NMAEA June 2020 Member Spotlight
By Steve Heil, Membership Chair
Meet Cristina González
This past school year a number of new members joined us from Santa Fe, thanks in part to this month’s spotlighted member, Cristina González, Art Coordinator for Santa Fe Public Schools. An artist first and always, her artistic career has flowed from a BA in Art at Yale University to an MFA at University of Washington in drawing and painting, Program Manager with the Santa Fe Art Institute, teacher at the college level, and Founding Chair of the New Mexico School for the Arts Visual Arts Department.
​In an administrative role at SFPS for the past year, she is not in the classroom except to observe, but, she explains, “I’m learning an awful lot, especially from the younger students and their teachers.”
I asked Cristina to discuss what prompted her to recruit so many new members. Her response revealed a strong value as a teacher for being part of a network of professionals. “I think the primary advantage and opportunity of connecting the teachers with NMAEA is plugging the teachers into a regional and national network of art educators,” Cristina said. “It’s not just being part of the network it’s having access to all of those resources that the network provides—professional development opportunities like the national webinars on all kinds of topics. I attended a webinar recently on culturally responsive practice in art education. It was phenomenal. It was so well done. It starts to open doors to teachers to learn new strategies, to be exposed to divergent thinking, and to address growth areas in their own practice. All of that is the reason I support the teachers being part of our professional organization.”
Cristina helped to send 20 SFPS art teachers to the 2019 NMAEA state conference in Taos for essential professional development. She told of a new high school art teacher, for example, who was excited to see at the conference a nationally known keynote speaker and published author on Teaching for Artistic Behavior at the high school level. “I saw her really kind of light up”, Cristina added.

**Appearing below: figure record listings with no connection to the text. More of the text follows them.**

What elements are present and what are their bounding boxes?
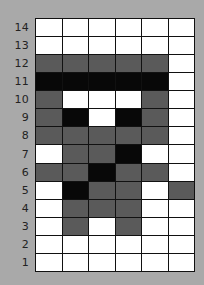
grid-cell [142, 73, 168, 90]
row-label: 4 [0, 199, 30, 217]
grid-cell [63, 236, 89, 253]
grid-cell [36, 218, 62, 235]
grid-cell [169, 254, 195, 271]
grid-cell [142, 109, 168, 126]
grid-cell [89, 127, 115, 144]
grid-cell [169, 218, 195, 235]
grid-cell [142, 37, 168, 54]
grid-cell [89, 19, 115, 36]
grid-cell [89, 37, 115, 54]
grid-cell [116, 73, 142, 90]
row-label: 14 [0, 18, 30, 36]
grid-cell [116, 254, 142, 271]
grid-cell [36, 73, 62, 90]
row-label: 10 [0, 91, 30, 109]
row-label: 5 [0, 181, 30, 199]
row-labels: 14 13 12 11 10 9 8 7 6 5 4 3 2 1 [0, 18, 30, 272]
grid-cell [116, 55, 142, 72]
row-label: 11 [0, 72, 30, 90]
grid-cell [63, 127, 89, 144]
grid-cell [116, 109, 142, 126]
grid-cell [36, 91, 62, 108]
grid-cell [169, 91, 195, 108]
grid-cell [169, 127, 195, 144]
grid-cell [142, 164, 168, 181]
grid-cell [142, 19, 168, 36]
grid-cell [36, 37, 62, 54]
grid-cell [116, 218, 142, 235]
grid-cell [89, 182, 115, 199]
grid-cell [63, 91, 89, 108]
grid-cell [63, 182, 89, 199]
grid-cell [169, 73, 195, 90]
row-label: 7 [0, 145, 30, 163]
grid-cell [36, 164, 62, 181]
grid-cell [89, 236, 115, 253]
grid-cell [63, 109, 89, 126]
grid-cell [63, 19, 89, 36]
grid-cell [169, 200, 195, 217]
grid-cell [89, 254, 115, 271]
grid-cell [89, 109, 115, 126]
grid-cell [142, 55, 168, 72]
grid-cell [36, 19, 62, 36]
grid-cell [63, 164, 89, 181]
grid-cell [142, 91, 168, 108]
grid-cell [142, 145, 168, 162]
grid-cell [36, 145, 62, 162]
grid-cell [63, 55, 89, 72]
grid-cell [89, 218, 115, 235]
grid-cell [63, 254, 89, 271]
grid-cell [142, 127, 168, 144]
grid-cell [63, 145, 89, 162]
grid-cell [169, 109, 195, 126]
grid-cell [89, 55, 115, 72]
grid-cell [116, 37, 142, 54]
grid-cell [142, 254, 168, 271]
grid-cell [142, 218, 168, 235]
grid-cell [116, 236, 142, 253]
row-label: 8 [0, 127, 30, 145]
grid-cell [36, 254, 62, 271]
grid-cell [36, 182, 62, 199]
pixel-grid [35, 18, 195, 272]
row-label: 3 [0, 218, 30, 236]
grid-cell [89, 73, 115, 90]
grid-cell [116, 164, 142, 181]
grid-cell [116, 200, 142, 217]
grid-cell [89, 145, 115, 162]
grid-cell [89, 164, 115, 181]
grid-cell [36, 200, 62, 217]
grid-cell [63, 218, 89, 235]
grid-cell [116, 127, 142, 144]
grid-cell [63, 73, 89, 90]
row-label: 12 [0, 54, 30, 72]
grid-cell [142, 200, 168, 217]
grid-cell [169, 55, 195, 72]
grid-cell [116, 145, 142, 162]
row-label: 9 [0, 109, 30, 127]
grid-cell [63, 200, 89, 217]
grid-cell [169, 19, 195, 36]
grid-cell [116, 19, 142, 36]
grid-cell [169, 182, 195, 199]
grid-cell [169, 37, 195, 54]
grid-cell [169, 236, 195, 253]
grid-cell [36, 236, 62, 253]
row-label: 1 [0, 254, 30, 272]
grid-cell [116, 182, 142, 199]
grid-cell [169, 145, 195, 162]
grid-cell [142, 236, 168, 253]
grid-cell [142, 182, 168, 199]
grid-cell [36, 55, 62, 72]
row-label: 6 [0, 163, 30, 181]
row-label: 2 [0, 236, 30, 254]
grid-cell [63, 37, 89, 54]
row-label: 13 [0, 36, 30, 54]
grid-cell [116, 91, 142, 108]
grid-cell [36, 109, 62, 126]
grid-cell [169, 164, 195, 181]
grid-cell [89, 200, 115, 217]
grid-cell [89, 91, 115, 108]
grid-cell [36, 127, 62, 144]
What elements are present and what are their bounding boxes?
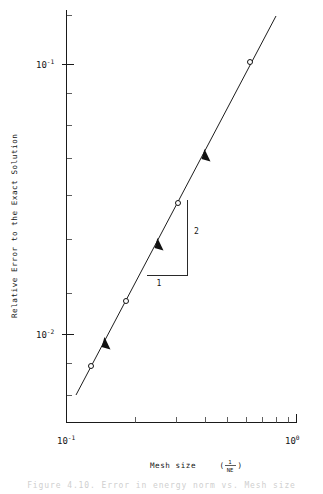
x-axis-title: Mesh size	[150, 461, 196, 470]
y-tick-label-1e-1: 10-1	[36, 58, 55, 70]
x-tick-label-1e0: 100	[285, 434, 300, 446]
y-axis-title: Relative Error to the Exact Solution	[10, 134, 19, 318]
x-axis-title-paren-close: )	[237, 461, 242, 470]
data-point	[248, 60, 253, 65]
x-axis-title-group: Mesh size ( 1 NE )	[150, 459, 243, 473]
x-axis-fraction-denominator: NE	[227, 467, 234, 473]
data-point-markers	[89, 60, 253, 369]
line-direction-arrow-icon-upper	[202, 149, 211, 162]
x-tick-mantissa: 10	[285, 436, 296, 446]
y-axis-major-ticks	[62, 65, 74, 335]
y-tick-exponent: -1	[47, 58, 55, 65]
y-axis-minor-ticks	[67, 16, 73, 396]
slope-triangle-run-label: 1	[157, 279, 162, 288]
x-axis-fraction-numerator: 1	[228, 459, 231, 465]
data-point	[89, 364, 94, 369]
log-log-convergence-chart: 1 2 10-1 10-2 10-1 100 Relative Error to…	[0, 0, 323, 494]
figure-caption: Figure 4.10. Error in energy norm vs. Me…	[0, 481, 323, 490]
slope-triangle-rise-label: 2	[194, 227, 199, 236]
y-tick-mantissa: 10	[36, 330, 47, 340]
data-series-line	[76, 16, 276, 395]
y-tick-exponent: -2	[47, 328, 55, 335]
x-tick-label-1e-1: 10-1	[57, 434, 76, 446]
y-tick-label-1e-2: 10-2	[36, 328, 55, 340]
x-axis-title-paren-open: (	[219, 461, 224, 470]
x-tick-exponent: 0	[296, 434, 300, 441]
line-direction-arrow-icon-middle	[155, 238, 164, 251]
slope-triangle	[147, 200, 188, 276]
figure-root: 1 2 10-1 10-2 10-1 100 Relative Error to…	[0, 0, 323, 494]
data-point	[176, 201, 181, 206]
data-point	[124, 299, 129, 304]
y-tick-mantissa: 10	[36, 60, 47, 70]
x-tick-mantissa: 10	[57, 436, 68, 446]
x-axis-minor-ticks	[136, 417, 289, 423]
x-axis-major-ticks	[67, 414, 297, 423]
x-tick-exponent: -1	[68, 434, 76, 441]
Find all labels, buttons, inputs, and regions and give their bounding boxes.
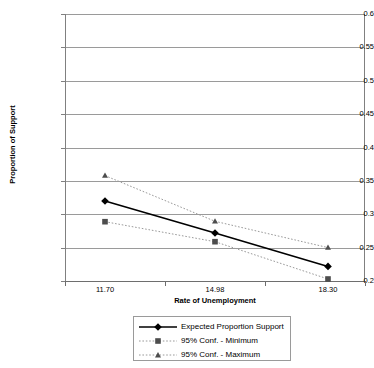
y-tick-mark-0.4 bbox=[61, 148, 65, 149]
legend-item-maximum[interactable]: 95% Conf. - Maximum bbox=[134, 348, 292, 362]
y-tick-mark-0.5 bbox=[61, 81, 65, 82]
chart-container: 0.6 0.55 0.5 0.45 0.4 0.35 0.3 0.25 0.2 … bbox=[0, 0, 374, 368]
x-tick-mark-1 bbox=[165, 281, 166, 286]
legend-item-expected[interactable]: Expected Proportion Support bbox=[134, 320, 292, 334]
y-tick-label-0.45: 0.45 bbox=[316, 110, 374, 118]
diamond-marker-icon bbox=[154, 323, 162, 331]
square-marker-icon bbox=[155, 338, 161, 344]
y-tick-label-0.35: 0.35 bbox=[316, 177, 374, 185]
x-tick-label-14.98: 14.98 bbox=[185, 285, 245, 294]
x-tick-mark-0 bbox=[65, 281, 66, 286]
y-tick-label-0.5: 0.5 bbox=[316, 77, 374, 85]
x-tick-label-18.30: 18.30 bbox=[298, 285, 358, 294]
y-tick-mark-0.45 bbox=[61, 114, 65, 115]
y-tick-mark-0.55 bbox=[61, 47, 65, 48]
y-tick-mark-0.3 bbox=[61, 214, 65, 215]
legend-swatch-maximum bbox=[138, 348, 178, 362]
y-axis-title: Proportion of Support bbox=[8, 80, 17, 210]
legend-swatch-expected bbox=[138, 320, 178, 334]
x-tick-mark-3 bbox=[365, 281, 366, 286]
y-tick-mark-0.35 bbox=[61, 181, 65, 182]
y-tick-label-0.6: 0.6 bbox=[316, 10, 374, 18]
y-tick-label-0.3: 0.3 bbox=[316, 210, 374, 218]
y-tick-mark-0.25 bbox=[61, 248, 65, 249]
legend-item-minimum[interactable]: 95% Conf. - Minimum bbox=[134, 334, 292, 348]
legend-label-minimum: 95% Conf. - Minimum bbox=[181, 334, 258, 348]
legend-label-maximum: 95% Conf. - Maximum bbox=[181, 348, 260, 362]
y-tick-label-0.25: 0.25 bbox=[316, 244, 374, 252]
legend-swatch-minimum bbox=[138, 334, 178, 348]
x-tick-mark-2 bbox=[265, 281, 266, 286]
y-tick-label-0.55: 0.55 bbox=[316, 43, 374, 51]
y-tick-label-0.4: 0.4 bbox=[316, 144, 374, 152]
chart-legend: Expected Proportion Support 95% Conf. - … bbox=[133, 316, 291, 361]
legend-label-expected: Expected Proportion Support bbox=[181, 320, 284, 334]
x-axis-title: Rate of Unemployment bbox=[65, 296, 365, 305]
x-tick-label-11.70: 11.70 bbox=[75, 285, 135, 294]
y-tick-mark-0.6 bbox=[61, 14, 65, 15]
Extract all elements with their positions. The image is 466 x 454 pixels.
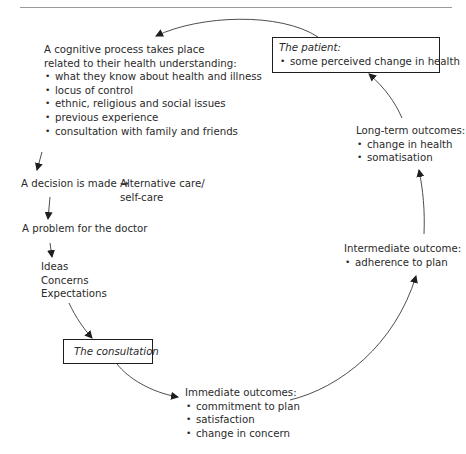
arrow-patient-to-cognitive <box>156 19 318 37</box>
patient-box: The patient: some perceived change in he… <box>272 37 440 73</box>
immediate-outcomes-list: commitment to plan satisfaction change i… <box>185 400 300 441</box>
ice-item-ideas: Ideas <box>41 260 107 274</box>
intermediate-outcome-item: adherence to plan <box>344 256 461 270</box>
decision-text: A decision is made <box>21 178 117 189</box>
longterm-outcomes-heading: Long-term outcomes: <box>356 124 465 138</box>
longterm-outcome-item: somatisation <box>356 151 465 165</box>
immediate-outcomes-heading: Immediate outcomes: <box>185 386 300 400</box>
immediate-outcome-item: satisfaction <box>185 413 300 427</box>
intermediate-outcome-block: Intermediate outcome: adherence to plan <box>344 242 461 269</box>
cognitive-heading-line2: related to their health understanding: <box>44 57 262 71</box>
arrow-problem-to-ideas <box>50 243 52 257</box>
alternative-care-line1: Alternative care/ <box>120 177 205 191</box>
patient-item: some perceived change in health <box>279 55 460 69</box>
cognitive-item: ethnic, religious and social issues <box>44 97 262 111</box>
cognitive-process-block: A cognitive process takes place related … <box>44 43 262 138</box>
immediate-outcome-item: change in concern <box>185 427 300 441</box>
alternative-care-line2: self-care <box>120 191 205 205</box>
patient-heading: The patient: <box>279 41 460 55</box>
intermediate-outcome-list: adherence to plan <box>344 256 461 270</box>
arrow-intermediate-to-longterm <box>419 170 424 234</box>
ice-list: Ideas Concerns Expectations <box>41 260 107 301</box>
consultation-box: The consultation <box>63 339 153 364</box>
alternative-care-label: Alternative care/ self-care <box>120 177 205 204</box>
cognitive-item: previous experience <box>44 111 262 125</box>
cognitive-list: what they know about health and illness … <box>44 70 262 138</box>
arrow-cognitive-to-decision <box>37 152 42 170</box>
arrow-expectations-to-consultation <box>69 303 92 338</box>
consultation-label: The consultation <box>74 345 159 359</box>
cognitive-item: what they know about health and illness <box>44 70 262 84</box>
arrow-consultation-to-immediate <box>117 364 178 397</box>
longterm-outcomes-list: change in health somatisation <box>356 138 465 165</box>
immediate-outcome-item: commitment to plan <box>185 400 300 414</box>
longterm-outcomes-block: Long-term outcomes: change in health som… <box>356 124 465 165</box>
problem-for-doctor: A problem for the doctor <box>22 222 148 236</box>
patient-list: some perceived change in health <box>279 55 460 69</box>
ice-item-concerns: Concerns <box>41 274 107 288</box>
patient-box-content: The patient: some perceived change in he… <box>279 41 460 68</box>
cognitive-item: consultation with family and friends <box>44 125 262 139</box>
cognitive-item: locus of control <box>44 84 262 98</box>
cognitive-heading-line1: A cognitive process takes place <box>44 43 262 57</box>
intermediate-outcome-heading: Intermediate outcome: <box>344 242 461 256</box>
decision-label: A decision is made → <box>21 177 129 191</box>
arrow-decision-to-problem <box>48 197 50 219</box>
immediate-outcomes-block: Immediate outcomes: commitment to plan s… <box>185 386 300 440</box>
ice-item-expectations: Expectations <box>41 287 107 301</box>
arrow-longterm-to-patient <box>369 74 402 118</box>
longterm-outcome-item: change in health <box>356 138 465 152</box>
arrow-immediate-to-intermediate <box>290 276 416 400</box>
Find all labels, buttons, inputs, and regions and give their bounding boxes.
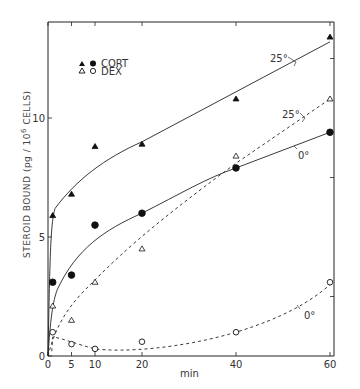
y-tick-label: 10 bbox=[32, 113, 45, 124]
open-circle-marker bbox=[233, 329, 239, 335]
annotations: 25°25°0°0° bbox=[270, 53, 315, 321]
dex-25-curve bbox=[48, 99, 330, 356]
open-circle-marker bbox=[50, 329, 56, 335]
y-tick-label: 5 bbox=[39, 232, 45, 243]
filled-circle-marker bbox=[233, 165, 240, 172]
legend-dex: DEX bbox=[79, 66, 122, 77]
cort-0-curve bbox=[48, 132, 330, 356]
x-tick-label: 60 bbox=[324, 359, 337, 370]
axes: 05102040600510 bbox=[32, 22, 336, 370]
x-tick-label: 20 bbox=[136, 359, 149, 370]
legend-label-dex: DEX bbox=[101, 66, 122, 77]
filled-triangle-icon bbox=[79, 61, 85, 66]
x-tick-label: 10 bbox=[89, 359, 102, 370]
filled-triangle-marker bbox=[92, 144, 98, 149]
filled-triangle-marker bbox=[233, 96, 239, 101]
annotation-arrow-icon bbox=[297, 305, 300, 309]
dex-0-curve bbox=[52, 285, 330, 352]
open-triangle-marker bbox=[327, 96, 333, 101]
filled-circle-marker bbox=[327, 129, 334, 136]
open-circle-marker bbox=[139, 339, 145, 345]
x-tick-label: 5 bbox=[68, 359, 74, 370]
y-axis-label: STEROID BOUND (pg / 106 CELLS) bbox=[20, 90, 32, 258]
filled-triangle-marker bbox=[139, 141, 145, 146]
open-circle-icon bbox=[90, 68, 95, 73]
filled-circle-marker bbox=[139, 210, 146, 217]
filled-triangle-marker bbox=[327, 34, 333, 39]
cort-25-curve bbox=[48, 42, 330, 356]
filled-circle-marker bbox=[92, 222, 99, 229]
annotation-arrow-icon bbox=[288, 57, 296, 66]
open-circle-marker bbox=[327, 279, 333, 285]
fit-curves bbox=[48, 42, 330, 356]
filled-circle-icon bbox=[90, 61, 96, 67]
chart: 05102040600510 CORT DEX 25°25°0°0° min S… bbox=[0, 0, 360, 389]
x-tick-label: 0 bbox=[45, 359, 51, 370]
open-circle-marker bbox=[69, 341, 75, 347]
open-circle-marker bbox=[92, 346, 98, 352]
x-axis-label: min bbox=[180, 368, 199, 379]
filled-circle-marker bbox=[68, 272, 75, 279]
open-triangle-marker bbox=[233, 153, 239, 158]
open-triangle-marker bbox=[139, 246, 145, 251]
open-triangle-marker bbox=[69, 317, 75, 322]
filled-triangle-marker bbox=[50, 213, 56, 218]
temperature-annotation: 25° bbox=[282, 109, 300, 120]
data-points bbox=[49, 34, 333, 352]
temperature-annotation: 0° bbox=[304, 310, 315, 321]
open-triangle-marker bbox=[92, 279, 98, 284]
x-tick-label: 40 bbox=[230, 359, 243, 370]
temperature-annotation: 0° bbox=[298, 150, 309, 161]
open-triangle-icon bbox=[79, 68, 85, 73]
open-triangle-marker bbox=[50, 303, 56, 308]
temperature-annotation: 25° bbox=[270, 53, 288, 64]
y-tick-label: 0 bbox=[39, 351, 45, 362]
filled-circle-marker bbox=[49, 279, 56, 286]
annotation-arrow-icon bbox=[294, 146, 297, 149]
legend: CORT DEX bbox=[79, 58, 129, 77]
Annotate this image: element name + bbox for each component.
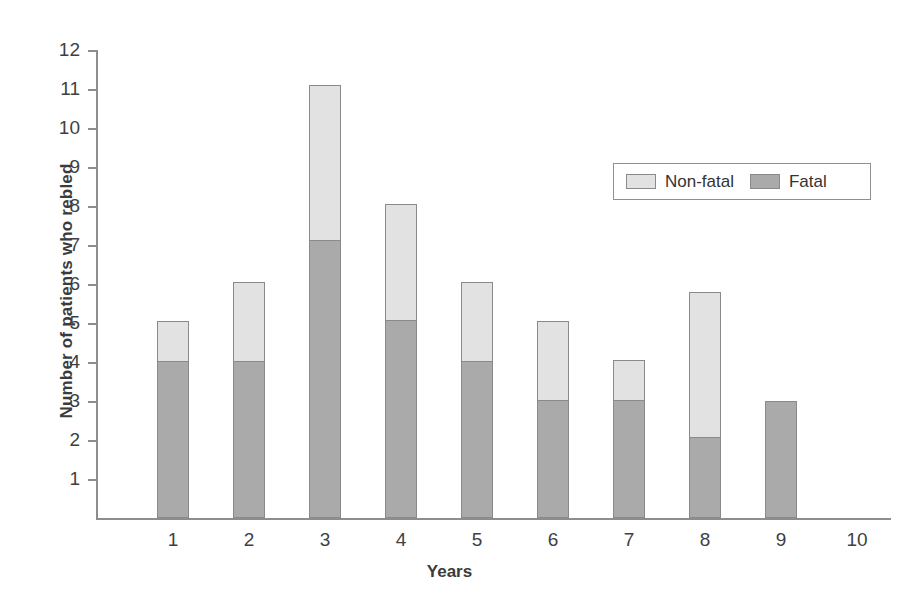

Cristina suggested that networks of teachers in other disciplines are not quite like our association of art educators. “Locally and regionally, there is a shared language when we do get together at state conferences, summer PD, in chat rooms, on discussion boards.” She noted that this community is continually being built by art teachers in NMAEA “to improve teaching and learning in the arts. I’m thinking of the potential of those NMAEA memberships as a way to raise professional expectations.” She also pointed to an important result of high expectations she calls “collective advocacy.” A passion to advocate for arts education also motivates Cristina as she helps to lead the New Mexico Advisory Council for Arts Education as the Chair Elect.
Cristina told about one time when she taught upper elementary students. She had her back to the fifth-graders, writing on the board for a sophisticated lesson about Basquiat. When she turned around to face the kids, there were two girls in the front in rapt attention, then there was a middle group with their arms draped on each other, and then there was an army of boys in the back whacking each other with cardboard tubes. “Before I turned around I had no idea,” she explained. “It gave me really deep respect for our K-8 art educators and something I know so little of.”
Her vision for art education in her own district is to ramp up the opportunities for students to start to go deep with authentic art experiences. Students could learn in such specific media as ceramics and photography in middle school and electronic media and design in high school, rather than be limited at many levels to broad exposure in more introductory art classes. “Those media-specific programs can be built with a lot of strategic thinking,” she explained. “Those kinds of experiences can be really rich, with a nuanced understanding of art,” which she described as a more “accurate picture of the role that art education can play in engagement.”
“I think there’s communication around the relationship between fine arts, media arts, and design,” Cristina added. “That intersection speaks to the New Mexico economy and we haven’t cracked that yet.”
Overall, Cristina expressed a desire to leverage what is already here and deepen it. She maintained that “art in school can be more. It grows visual communication skills, and it can utilize the assets of the learner to build content and pedagogy that is culturally responsive.”
About culturally relevant education, Cristina emphasized, “That is something we have to get closer to and the arts are a great way to do that. Students’ lived experience is rich territory for learning. That’s the home for students’ cultural identity. We need to use the arts to address that—as content, but also to keep students engaged. The arts are a prime field to do that in a really deep way.”
Balancing ambitious goals for arts learning with the measured practical sensibilities of a competent administrator, Cristina advised that, “We can’t do everything. We can do anything, but not everything.”